The report looks like this:
Google:
100 mainkeyword
50 secondary keyword
20 other keyword ...
1 minor keyword
1 another minor key
1 yet another minor key
1 etc. (about 200 more lines like this)
...
I interpret that to mean that 100 people used mainkeyword to arrive at my site. And 200 people used 200 different various other minor keywords to arrive at my site.
On the other hand, if none of the terms below your top 3 or 4 are actually relevant to your content, (i.e., your pages are getting returned for some obscure random matches)then there's probably more you could be doing to broaden and improve your keyword referral base.
I good way to get a handle on it is to take all the terms that only show up a few times and run a position report on them. That will help you pinpoint A) what specific pages visitors are landing on and B) where those pages rank.

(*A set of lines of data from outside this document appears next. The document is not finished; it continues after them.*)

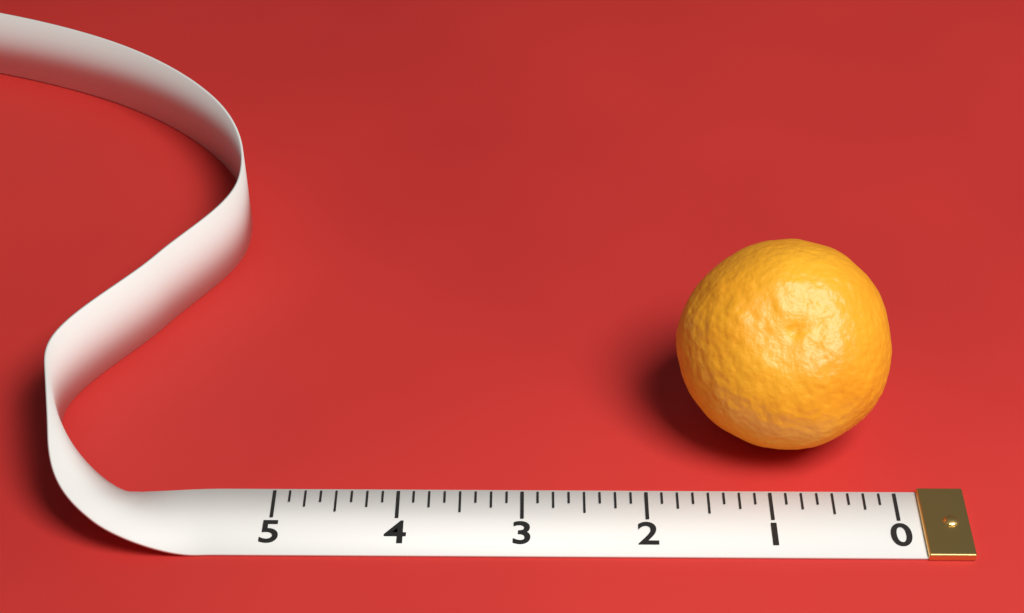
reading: 1.750 (no unit)
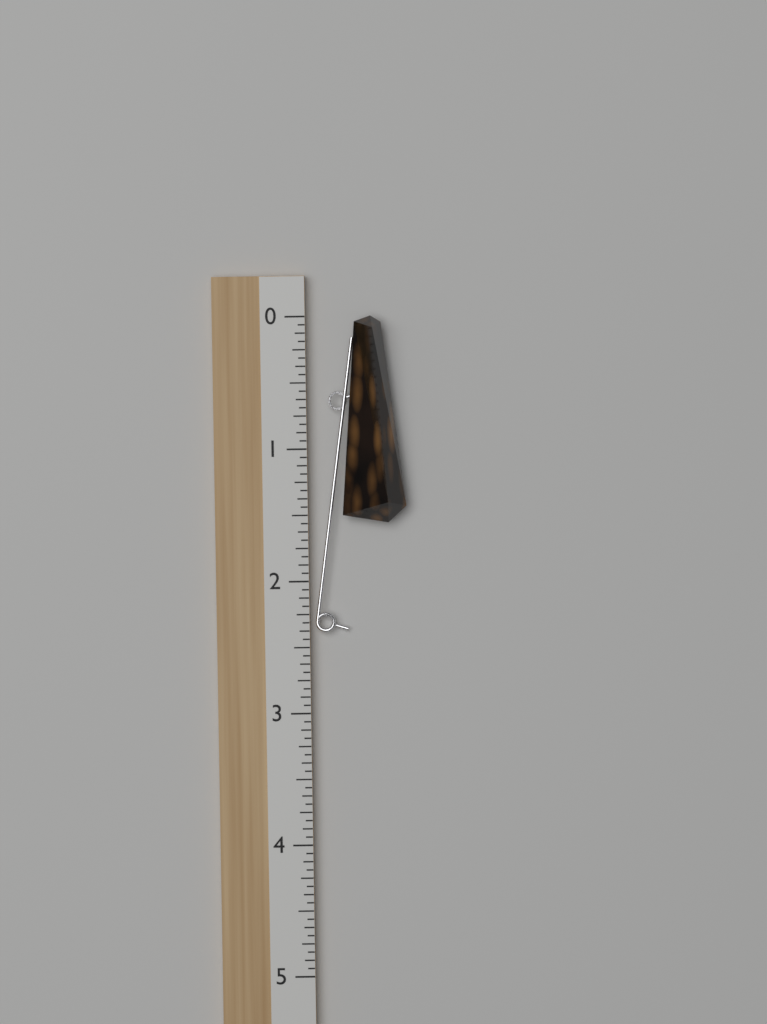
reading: 1.5625 (no unit)
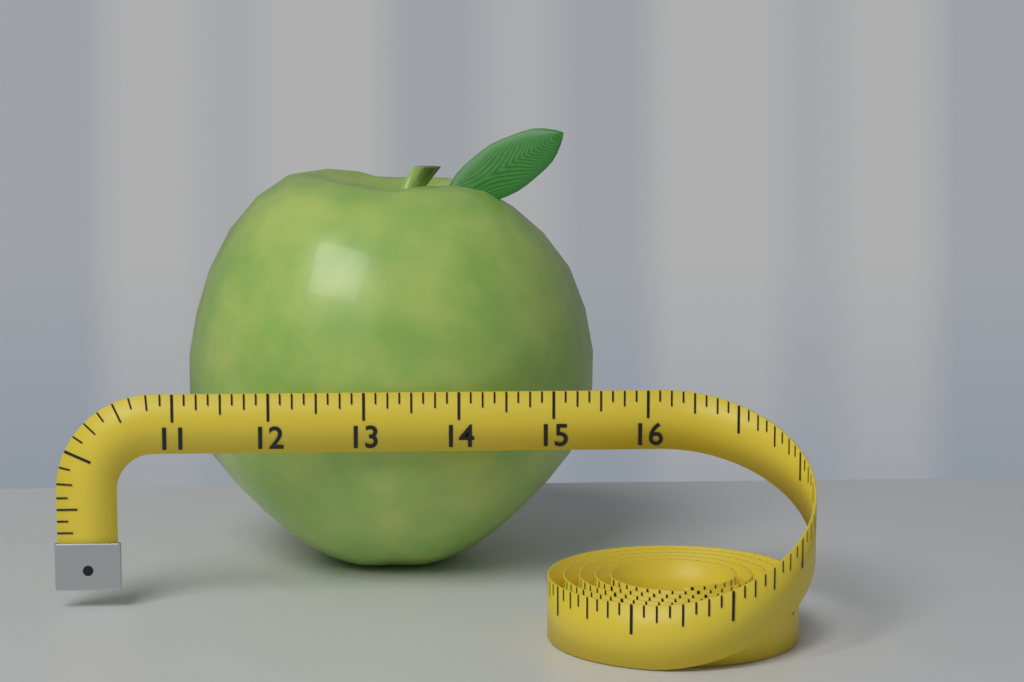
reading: 15.625 (no unit)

Pay particular attention to the terms that come back in the report as "Not In Top 30"
If you are getting a handful of visitors a week from a term that you rank in the top 5 for, then you are probably getting all the avaialble traffic for that term.
If you are getting a handful of visitors a week from a term that you rank 63rd for, then there is a very good chance that there is quite a bit more traffic to be had for that term.
<tip>
I did some comparisons last summer between Goto's numbers and Googles "search returned XXX pages" numbers and found some good kw's. I had to go through 3-4k of words to find a dozen that had good searches to pages ratios, but it was worth it.
</tip>
Ditto what Ian said, word-for-word, particularly the good sign, you are not dependent part. I make a very concerted effort at harvesting traffic from obscure searches that I'd never specifically consider. I even buy content and try to have as little interaction as possible at the "detail" level so that I won't bias the writer's style or choice of phrases. On occassion, I even give them a free hand at choosing the topic, as long as it's within the theme I need. IMO, there is a huge SEO safety factor to be gained by spending your time on optimizing secondary phrases. I don't sweat out every re-indexing cycle because no more than 1/4 of my traffic is really at risk. The arrival of PPC ranking has made this even appealing because it also means that a significant portion of traffic comes from an array of searches that are never going to be competitive individually.